On the Nature and Role of Peer Review in Mathematics

, M.A.
Pages 177-192 | Published online: 24 Jan 2017
 

ABSTRACT

For the past three decades, peer review practices have received much attention in the literature. But although this literature covers many research fields, only one previous systematic study has been devoted to the practice of peer review in mathematics, namely a study by Geist, Löwe, and Van Kerkhove from 2010. This lack of attention may be due to a view that peer review in mathematics is more reliable, and therefore less interesting as an object of study, than peer review in other fields. In fact, Geist, Löwe, and Van Kerkhove argue that peer review in mathematics is relatively reliable.
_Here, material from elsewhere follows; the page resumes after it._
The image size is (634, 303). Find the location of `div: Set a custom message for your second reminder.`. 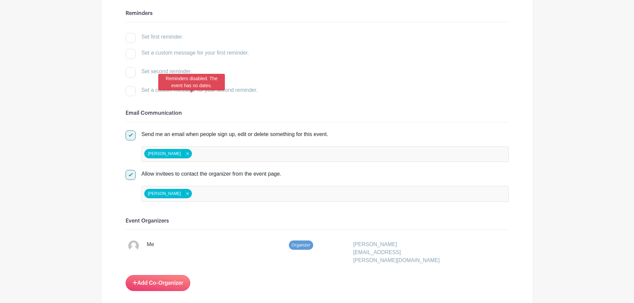

div: Set a custom message for your second reminder. is located at coordinates (199, 90).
At the same time, peer review in mathematics differs from peer review in most, if not all, other fields in that papers submitted to mathematical journals are usually only reviewed by a single referee. Furthermore, recent empirical studies indicate that the referees do not check the papers line by line. I argue that, in spite of this, mathematical practice in general and refereeing practices in particular are such that the common practice of mathematical journals of using just one referee is justified from the point of view of proof validity assessment. The argument is based on interviews I conducted with seven mathematicians.

Acknowledgments

This article has benefited much from comments from two referees, Hanne Andersen, Mikkel Willum Johansen, Søren Harnow Klausen, Jan Alexis Nielsen, and Henrik Kragh Sørensen.

Notes

1 The number of tenured female mathematicians that are Danish and working at Danish universities is very small.

2 The number of Danish mathematicians at Danish universities is somewhat small, so, to protect the anonymity of the interviewees, no further information about them will be provided.

3 In Denmark interview studies of this character are exempt from human subject research review (medical studies involving human subjects are, by contrast, required by law to be submitted to such review).

4 I thank Mikkel Willum Johansen and Henrik Kragh Sørensen for suggesting this approach.

5 I thank a referee for pointing out the importance of considering the role of the editor in quality control in peer review in mathematics.